Fortunately, I did it as an isolated, independent install and it didn’t wipe out my Firefox 10. It did, however, screw around with Firefox 10’s config file (resetting such things as allowing it to check for plugin and browser updates). Grrrr.
I’m leaving the new version (36) and see if I can make it usable. So far though, it sucks. I might save it as an alternate browser for sites that won’t work in Firefox 10, but that’s the only use I can see for it.
I’ve been using Firefox on Linux for 15 years or so. There are plugins to make even the current version look like Firefox 2.x
It’s the only browser I know that gives me a split sidebar, with a tree of bookmarks in one half, and a tree of open tabs in the other half.
One great thing about free software, an implosion of the mozilla foundation need not be the death of the firefox code base, though it would be rocky for a time until a new organization got going to manage an accepted branch.
I have been using Firefox for years. I am used to it. Eric Raymond wants people judged by the work alone. OK. As long as Firefox continues to work for me, I see no need to change, no matter how poorly they treated Eich. His story is irrelevant to my experience with Firefox.
If Firefox starts behaving for me like IE did ten years ago, I will ditch it for something else and not come back to Firefox, just as I will no longer use IE.
Ya, I still use it too for some things. The script/ad blockers are really nice.
If Mozilla goes away, I’ll cry the blues.
It isn’t as good as it once was, but it’s still better the POT browser that comes for ‘free’ with MS operating systems.
Oh well…
And the fact that in our country these days, there are windmills at which one may tilt, and there are LGBT windmills which one can only be spoken of in kind, loving, accepting, nonhomophobic tones, shows just how the Left sees Freedom of Speech.
The Gestapo nor Orwell’s Thought Police have anything on the American Left, when it comes to quashing debate, or even opinion.
How do you say, “They Suck!”, in Newspeak?
Double-plus ungood wrongthink.
Firefox has been doomed ever since the developers started sticking their fingers in their ears and going ‘la-la-la-la-la-I’m-not-listening’ whenever users complained. From the ‘we don’t care about corporate users’ debacle, to pushing a new UI every month, the last couple of years have been a disaster of their own making. Joining the SJW love-fest was just a consequence of that increasing detachment from reality.
It’s sad, because it’s been my primary browser for as long as I remember, but hopefully someone more sensible will take over the code base. The real problem, as suggested in the comments on that blog post, is probably that Mozilla never had to serve a market other than Google; they probably expected Google’s money to keep coming in no matter what they did, so they had no need to care about users.

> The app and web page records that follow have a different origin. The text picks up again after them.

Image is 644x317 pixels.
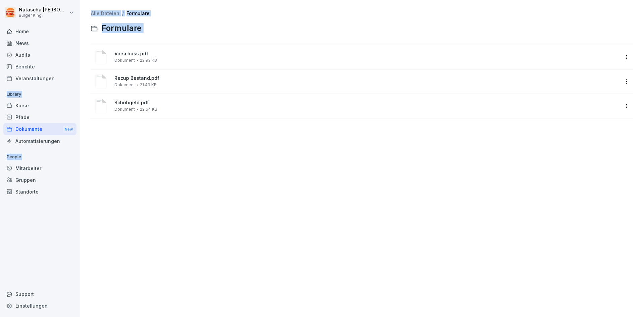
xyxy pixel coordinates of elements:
p: Burger King [19,13,68,18]
div: New [63,126,75,133]
a: Veranstaltungen [3,72,77,84]
a: Standorte [3,186,77,197]
div: Support [3,288,77,300]
span: Dokument [114,83,135,87]
div: Dokumente [3,123,77,135]
span: Vorschuss.pdf [114,51,619,57]
a: DokumenteNew [3,123,77,135]
a: News [3,37,77,49]
a: Einstellungen [3,300,77,312]
a: Automatisierungen [3,135,77,147]
a: Kurse [3,100,77,111]
span: 21.49 KB [140,83,157,87]
p: People [3,152,77,162]
a: Berichte [3,61,77,72]
a: Audits [3,49,77,61]
span: Schuhgeld.pdf [114,100,619,106]
a: Alle Dateien [91,10,119,16]
a: Home [3,26,77,37]
a: Formulare [126,10,149,16]
span: / [122,11,124,16]
span: 22.64 KB [140,107,157,112]
a: Gruppen [3,174,77,186]
a: Pfade [3,111,77,123]
span: Dokument [114,58,135,63]
span: 22.92 KB [140,58,157,63]
span: Dokument [114,107,135,112]
span: Formulare [101,24,142,33]
span: Recup Bestand.pdf [114,75,619,81]
a: Mitarbeiter [3,162,77,174]
p: Natascha [PERSON_NAME] [19,7,68,13]
p: Library [3,89,77,100]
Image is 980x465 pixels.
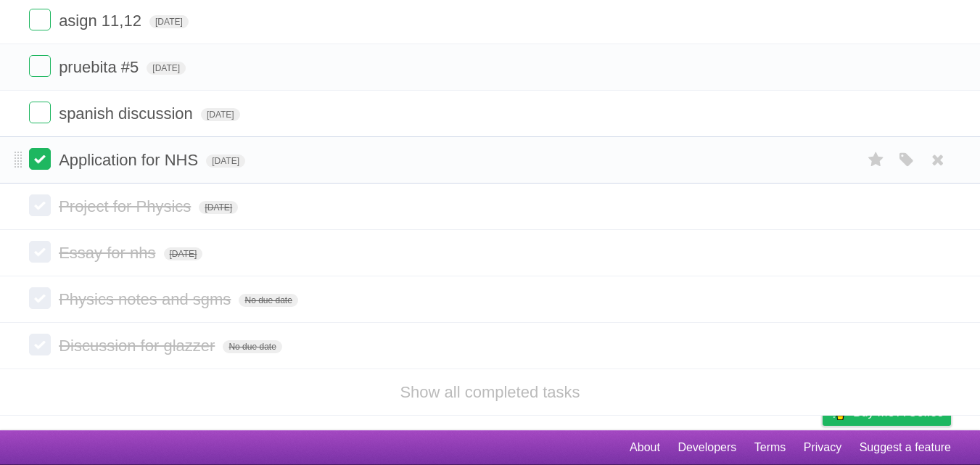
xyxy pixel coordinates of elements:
span: [DATE] [150,15,189,28]
a: About [630,434,660,462]
span: spanish discussion [58,105,196,123]
span: [DATE] [146,62,186,74]
span: Project for Physics [58,197,194,216]
a: Terms [754,434,786,462]
label: Done [29,334,51,355]
label: Done [29,55,51,77]
span: [DATE] [201,108,240,121]
span: pruebita #5 [58,58,142,76]
span: No due date [222,340,282,353]
label: Done [29,8,51,30]
span: No due date [238,293,298,307]
span: Application for NHS [58,150,201,169]
label: Done [29,148,51,170]
label: Done [29,287,51,309]
span: [DATE] [206,155,245,167]
label: Star task [862,148,890,172]
label: Done [29,241,51,263]
label: Done [29,101,51,123]
a: Developers [677,434,736,462]
span: Buy me a coffee [853,400,944,425]
span: asign 11,12 [58,12,145,30]
a: Show all completed tasks [400,383,579,401]
span: Essay for nhs [58,243,159,262]
span: [DATE] [164,247,203,260]
span: Discussion for glazzer [58,336,218,354]
a: Suggest a feature [859,434,951,462]
a: Privacy [803,434,841,462]
span: Physics notes and sgms [58,290,234,309]
label: Done [29,194,51,216]
span: [DATE] [199,201,238,214]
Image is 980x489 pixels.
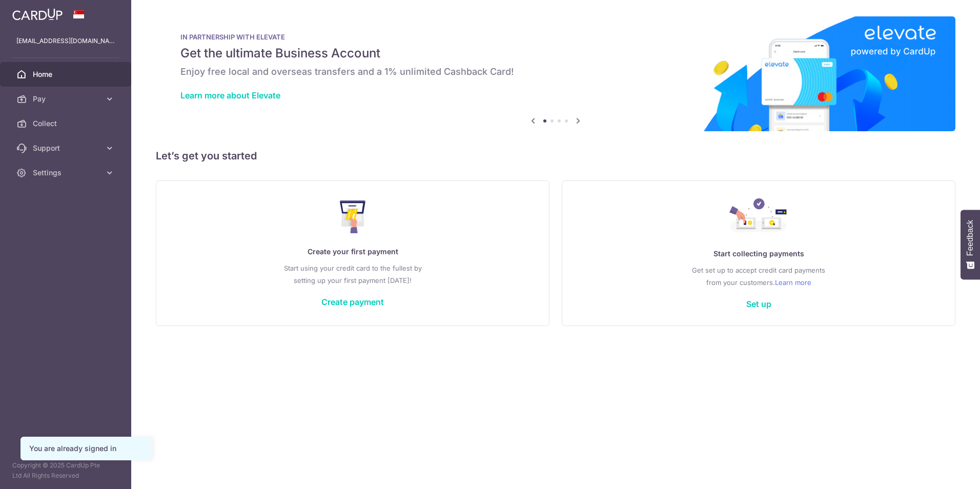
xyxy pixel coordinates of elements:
span: Collect [33,118,100,128]
h6: Enjoy free local and overseas transfers and a 1% unlimited Cashback Card! [181,65,931,78]
div: You are already signed in [29,443,143,453]
a: Learn more about Elevate [181,90,280,100]
img: Collect Payment [729,198,788,235]
p: Start collecting payments [582,247,934,260]
span: Home [33,69,100,79]
a: Set up [746,299,771,309]
p: Create your first payment [177,245,528,258]
a: Create payment [321,297,384,307]
p: Start using your credit card to the fullest by setting up your first payment [DATE]! [177,262,528,287]
h5: Let’s get you started [156,147,955,164]
span: Settings [33,168,100,178]
p: IN PARTNERSHIP WITH ELEVATE [181,33,931,41]
img: Renovation banner [156,17,955,131]
a: Learn more [775,276,811,289]
p: Get set up to accept credit card payments from your customers. [582,264,934,289]
span: Pay [33,94,100,104]
p: [EMAIL_ADDRESS][DOMAIN_NAME] [17,36,115,46]
img: CardUp [12,8,62,20]
h5: Get the ultimate Business Account [181,45,931,62]
button: Feedback - Show survey [960,210,980,279]
span: Support [33,143,100,153]
span: Feedback [965,220,975,255]
img: Make Payment [339,200,366,233]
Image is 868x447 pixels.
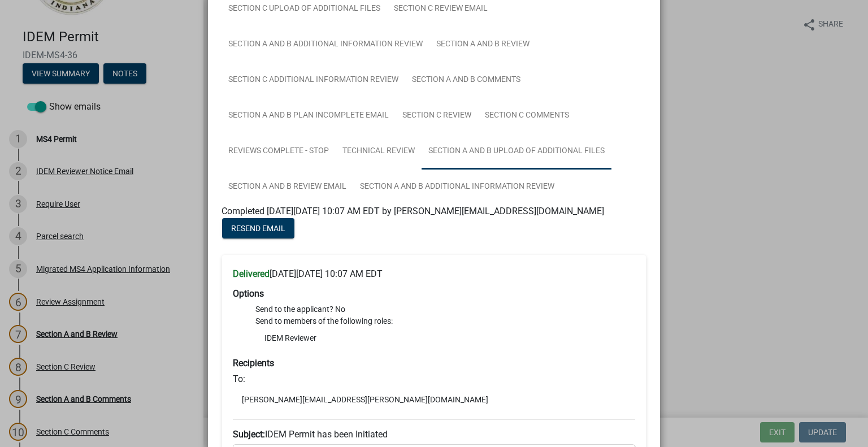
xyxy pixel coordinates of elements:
[222,62,405,99] a: Section C Additional Information Review
[430,27,536,63] a: Section A and B Review
[222,205,604,217] span: Completed [DATE][DATE] 10:07 AM EDT by [PERSON_NAME][EMAIL_ADDRESS][DOMAIN_NAME]
[233,268,635,279] h6: [DATE][DATE] 10:07 AM EDT
[222,169,354,205] a: Section A and B Review Email
[222,218,294,238] button: Resend Email
[256,329,635,346] li: IDEM Reviewer
[256,315,635,348] li: Send to members of the following roles:
[222,27,430,63] a: Section A and B Additional Information Review
[354,169,561,205] a: Section A and B Additional Information Review
[233,288,264,299] strong: Options
[233,390,635,407] li: [PERSON_NAME][EMAIL_ADDRESS][PERSON_NAME][DOMAIN_NAME]
[421,133,612,170] a: Section A and B Upload of Additional Files
[336,133,421,170] a: Technical Review
[231,224,286,233] span: Resend Email
[233,428,635,440] h6: IDEM Permit has been Initiated
[256,303,635,315] li: Send to the applicant? No
[405,62,527,99] a: Section A and B Comments
[222,133,336,170] a: Reviews Complete - Stop
[233,373,635,384] h6: To:
[478,98,576,134] a: Section C Comments
[396,98,478,134] a: Section C Review
[233,428,265,440] strong: Subject:
[233,268,269,279] strong: Delivered
[222,98,396,134] a: Section A and B Plan Incomplete Email
[233,357,274,369] strong: Recipients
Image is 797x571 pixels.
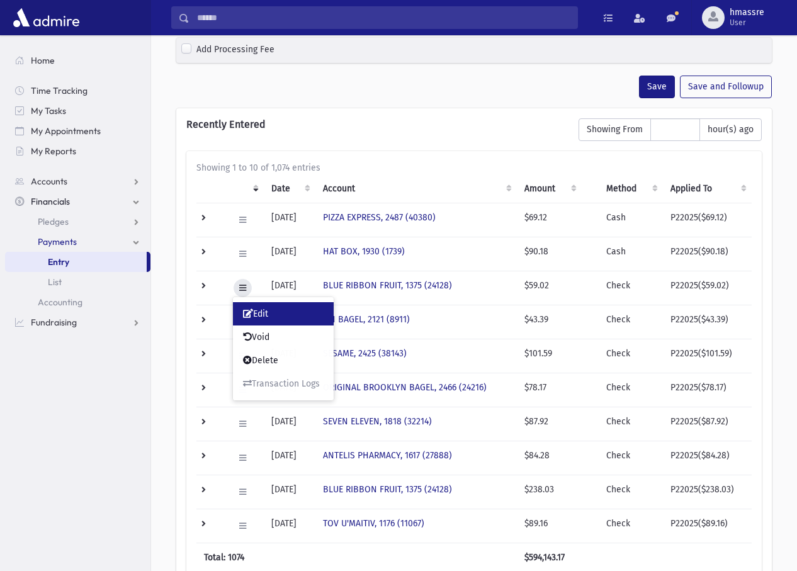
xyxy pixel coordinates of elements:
td: [DATE] [264,271,315,305]
span: Accounts [31,176,67,187]
button: Save [639,76,675,98]
span: Home [31,55,55,66]
a: My Appointments [5,121,150,141]
td: P22025($78.17) [663,373,751,407]
a: Pledges [5,211,150,232]
span: Fundraising [31,317,77,328]
span: Time Tracking [31,85,87,96]
td: P22025($59.02) [663,271,751,305]
td: Check [598,373,663,407]
td: $90.18 [517,237,581,271]
span: Financials [31,196,70,207]
td: [DATE] [264,441,315,474]
a: SESAME, 2425 (38143) [323,348,407,359]
td: [DATE] [264,237,315,271]
a: My Tasks [5,101,150,121]
a: HAT BOX, 1930 (1739) [323,246,405,257]
input: Search [189,6,577,29]
a: ORIGINAL BROOKLYN BAGEL, 2466 (24216) [323,382,486,393]
th: Date: activate to sort column ascending [264,174,315,203]
td: Check [598,407,663,441]
span: Showing From [578,118,651,141]
a: ANTELIS PHARMACY, 1617 (27888) [323,450,452,461]
a: List [5,272,150,292]
a: BLUE RIBBON FRUIT, 1375 (24128) [323,484,452,495]
td: $238.03 [517,474,581,508]
a: OH BAGEL, 2121 (8911) [323,314,410,325]
a: SEVEN ELEVEN, 1818 (32214) [323,416,432,427]
span: Payments [38,236,77,247]
a: Accounting [5,292,150,312]
td: Cash [598,203,663,237]
td: $78.17 [517,373,581,407]
h6: Recently Entered [186,118,566,130]
td: $69.12 [517,203,581,237]
td: P22025($69.12) [663,203,751,237]
td: Cash [598,237,663,271]
span: hour(s) ago [699,118,761,141]
a: Payments [5,232,150,252]
a: PIZZA EXPRESS, 2487 (40380) [323,212,435,223]
td: $87.92 [517,407,581,441]
td: $89.16 [517,508,581,542]
div: Showing 1 to 10 of 1,074 entries [196,161,751,174]
td: [DATE] [264,474,315,508]
span: List [48,276,62,288]
td: [DATE] [264,407,315,441]
span: Entry [48,256,69,267]
td: Check [598,441,663,474]
a: Delete [233,349,334,372]
a: Fundraising [5,312,150,332]
a: Time Tracking [5,81,150,101]
td: Check [598,271,663,305]
button: Save and Followup [680,76,772,98]
span: hmassre [729,8,764,18]
label: Add Processing Fee [196,43,274,58]
td: $43.39 [517,305,581,339]
th: Amount: activate to sort column ascending [517,174,581,203]
td: $101.59 [517,339,581,373]
th: Applied To: activate to sort column ascending [663,174,751,203]
img: AdmirePro [10,5,82,30]
a: Financials [5,191,150,211]
td: P22025($89.16) [663,508,751,542]
td: Check [598,474,663,508]
a: Void [233,325,334,349]
span: Accounting [38,296,82,308]
td: P22025($101.59) [663,339,751,373]
span: My Tasks [31,105,66,116]
span: User [729,18,764,28]
td: Check [598,305,663,339]
td: P22025($90.18) [663,237,751,271]
span: My Reports [31,145,76,157]
td: [DATE] [264,508,315,542]
td: [DATE] [264,203,315,237]
a: TOV U'MAITIV, 1176 (11067) [323,518,424,529]
span: Edit [243,308,268,319]
td: P22025($238.03) [663,474,751,508]
th: Method: activate to sort column ascending [598,174,663,203]
td: $59.02 [517,271,581,305]
td: $84.28 [517,441,581,474]
th: Account: activate to sort column ascending [315,174,517,203]
td: P22025($87.92) [663,407,751,441]
a: Edit [233,302,334,325]
span: Void [243,332,269,342]
span: My Appointments [31,125,101,137]
td: P22025($43.39) [663,305,751,339]
td: P22025($84.28) [663,441,751,474]
a: Entry [5,252,147,272]
td: Check [598,508,663,542]
a: BLUE RIBBON FRUIT, 1375 (24128) [323,280,452,291]
a: My Reports [5,141,150,161]
span: Pledges [38,216,69,227]
a: Home [5,50,150,70]
td: Check [598,339,663,373]
a: Accounts [5,171,150,191]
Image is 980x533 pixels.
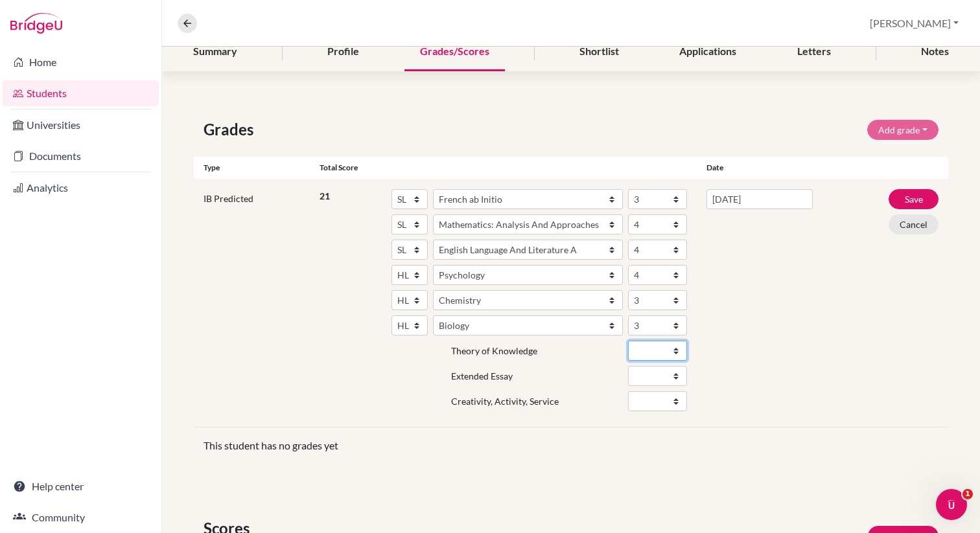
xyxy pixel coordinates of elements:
[889,189,939,210] button: Save
[10,13,62,33] img: Bridge-U
[697,162,886,174] div: Date
[451,369,513,382] label: Extended Essay
[203,438,939,453] p: This student has no grades yet
[936,489,967,520] iframe: Intercom live chat
[404,33,505,71] div: Grades/Scores
[203,118,258,141] span: Grades
[868,120,939,140] button: Add grade
[451,394,559,408] label: Creativity, Activity, Service
[320,162,697,174] div: Total score
[962,489,973,500] span: 1
[2,473,159,500] a: Help center
[781,33,847,71] div: Letters
[312,33,375,71] div: Profile
[664,33,752,71] div: Applications
[2,143,159,169] a: Documents
[194,162,320,174] div: Type
[564,33,635,71] div: Shortlist
[706,189,813,210] input: dd/mm/yyyy
[320,189,381,417] div: 21
[178,33,253,71] div: Summary
[451,344,537,358] label: Theory of Knowledge
[2,80,159,106] a: Students
[864,11,965,36] button: [PERSON_NAME]
[194,192,320,417] div: IB Predicted
[2,504,159,531] a: Community
[2,175,159,201] a: Analytics
[2,112,159,138] a: Universities
[889,214,939,234] button: Cancel
[906,33,965,71] div: Notes
[2,49,159,75] a: Home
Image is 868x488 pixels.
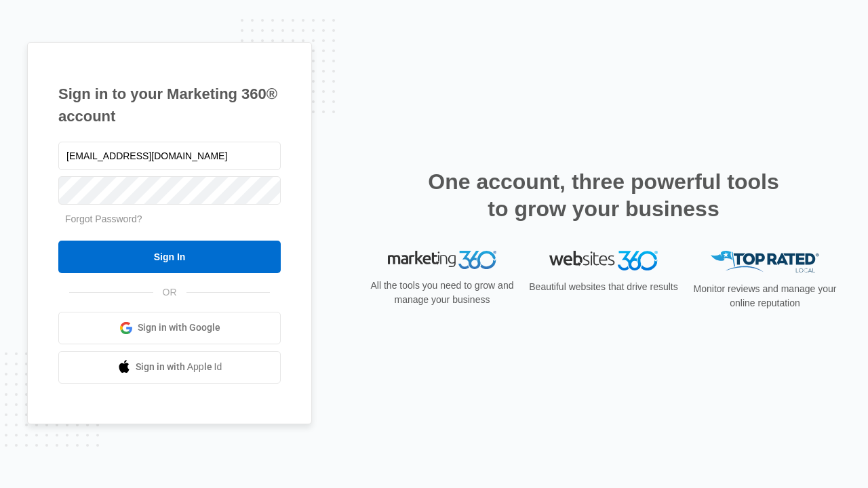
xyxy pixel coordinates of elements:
[424,168,783,223] h2: One account, three powerful tools to grow your business
[59,83,281,128] h1: Sign in to your Marketing 360® account
[59,351,281,384] a: Sign in with Apple Id
[59,142,281,170] input: Email
[689,282,841,310] p: Monitor reviews and manage your online reputation
[528,280,680,294] p: Beautiful websites that drive results
[153,285,186,300] span: OR
[138,320,221,335] span: Sign in with Google
[65,213,143,225] a: Forgot Password?
[59,312,281,345] a: Sign in with Google
[136,360,223,375] span: Sign in with Apple Id
[711,251,819,273] img: Top Rated Local
[59,240,281,273] input: Sign In
[366,279,518,307] p: All the tools you need to grow and manage your business
[388,251,497,270] img: Marketing 360
[550,251,658,270] img: Websites 360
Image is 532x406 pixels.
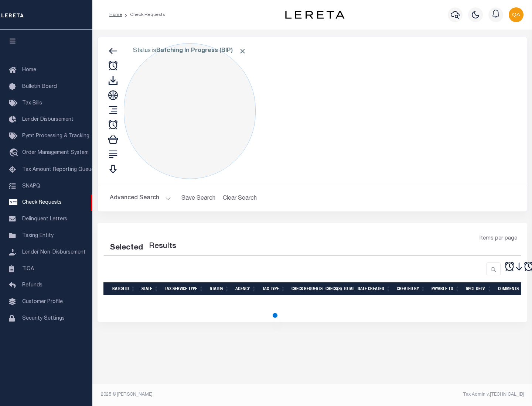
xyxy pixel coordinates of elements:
[110,242,143,254] div: Selected
[289,282,323,295] th: Check Requests
[138,282,162,295] th: State
[318,391,524,398] div: Tax Admin v.[TECHNICAL_ID]
[22,183,40,189] span: SNAPQ
[124,43,256,179] div: Click to Edit
[323,282,355,295] th: Check(s) Total
[509,8,524,22] img: svg+xml;base64,PHN2ZyB4bWxucz0iaHR0cDovL3d3dy53My5vcmcvMjAwMC9zdmciIHBvaW50ZXItZXZlbnRzPSJub25lIi...
[22,133,89,139] span: Pymt Processing & Tracking
[355,282,394,295] th: Date Created
[22,167,94,172] span: Tax Amount Reporting Queue
[22,316,65,321] span: Security Settings
[149,240,176,253] label: Results
[394,282,429,295] th: Created By
[480,235,517,243] span: Items per page
[22,84,57,89] span: Bulletin Board
[463,282,495,295] th: Spcl Delv.
[122,12,165,18] li: Check Requests
[429,282,463,295] th: Payable To
[22,283,42,288] span: Refunds
[22,101,42,106] span: Tax Bills
[285,11,344,19] img: logo-dark.svg
[109,282,138,295] th: Batch Id
[9,149,21,158] i: travel_explore
[95,391,313,398] div: 2025 © [PERSON_NAME].
[495,282,528,295] th: Comments
[22,67,36,73] span: Home
[22,217,67,222] span: Delinquent Letters
[162,282,207,295] th: Tax Service Type
[177,191,220,206] button: Save Search
[110,191,171,206] button: Advanced Search
[156,48,247,54] b: Batching In Progress (BIP)
[22,117,74,122] span: Lender Disbursement
[220,191,260,206] button: Clear Search
[22,299,63,305] span: Customer Profile
[260,282,289,295] th: Tax Type
[232,282,260,295] th: Agency
[239,47,247,55] span: Click to Remove
[22,200,62,205] span: Check Requests
[22,150,89,155] span: Order Management System
[207,282,232,295] th: Status
[22,233,54,238] span: Taxing Entity
[109,12,122,17] a: Home
[22,266,34,271] span: TIQA
[22,250,86,255] span: Lender Non-Disbursement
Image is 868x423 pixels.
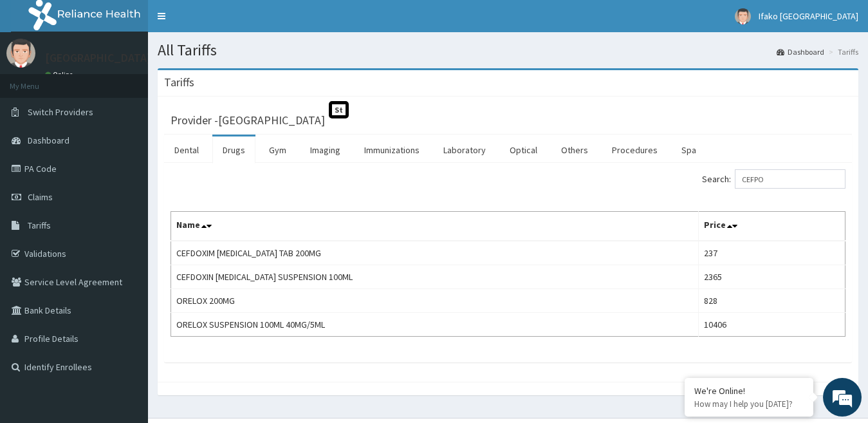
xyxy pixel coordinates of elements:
input: Search: [735,169,846,189]
span: St [329,101,349,118]
p: [GEOGRAPHIC_DATA] [45,52,151,64]
span: Tariffs [27,220,51,231]
td: CEFDOXIN [MEDICAL_DATA] SUSPENSION 100ML [171,265,699,289]
a: Laboratory [433,136,497,163]
div: We're Online! [695,385,804,396]
td: CEFDOXIM [MEDICAL_DATA] TAB 200MG [171,240,699,265]
td: ORELOX 200MG [171,289,699,313]
a: Dental [164,136,209,163]
td: 828 [699,289,845,313]
p: How may I help you today? [695,398,804,409]
a: Gym [259,136,297,163]
img: User Image [735,8,751,24]
span: Switch Providers [27,106,93,118]
h3: Tariffs [164,77,195,88]
td: 237 [699,240,845,265]
a: Drugs [212,136,255,163]
a: Dashboard [777,47,824,57]
span: Claims [27,191,53,203]
a: Spa [671,136,707,163]
li: Tariffs [826,47,858,57]
label: Search: [702,169,846,189]
td: 2365 [699,265,845,289]
h1: All Tariffs [158,42,858,58]
a: Online [45,70,76,79]
a: Imaging [300,136,351,163]
th: Name [171,212,699,241]
a: Optical [499,136,548,163]
span: Dashboard [27,135,70,146]
span: Ifako [GEOGRAPHIC_DATA] [759,10,858,22]
td: 10406 [699,313,845,336]
a: Others [551,136,599,163]
th: Price [699,212,845,241]
h3: Provider - [GEOGRAPHIC_DATA] [171,115,325,126]
img: User Image [7,38,36,67]
a: Immunizations [354,136,430,163]
td: ORELOX SUSPENSION 100ML 40MG/5ML [171,313,699,336]
a: Procedures [602,136,668,163]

The fact that Firefox went from version 10 to version 36 in just a few years is a major headache. That’s part of why I don’t allow software to autoupdate; too often, the updated are both unneeded and break things. In Firefox’s case, they would regularly break plugins. So, I kept Firefox 10 and said to heck with updates.
IMHO, a big part of Firefox’s problem is the frequent updates break stuff. On the other hand, people are migrating to Chrome, which is so mallwareish that you can’t turn off autoupdates (I was appalled that there’s no setting to do this) and have to block it on the OS.
I hope Firefox stays around… The more browser choice,s the better, IMHO.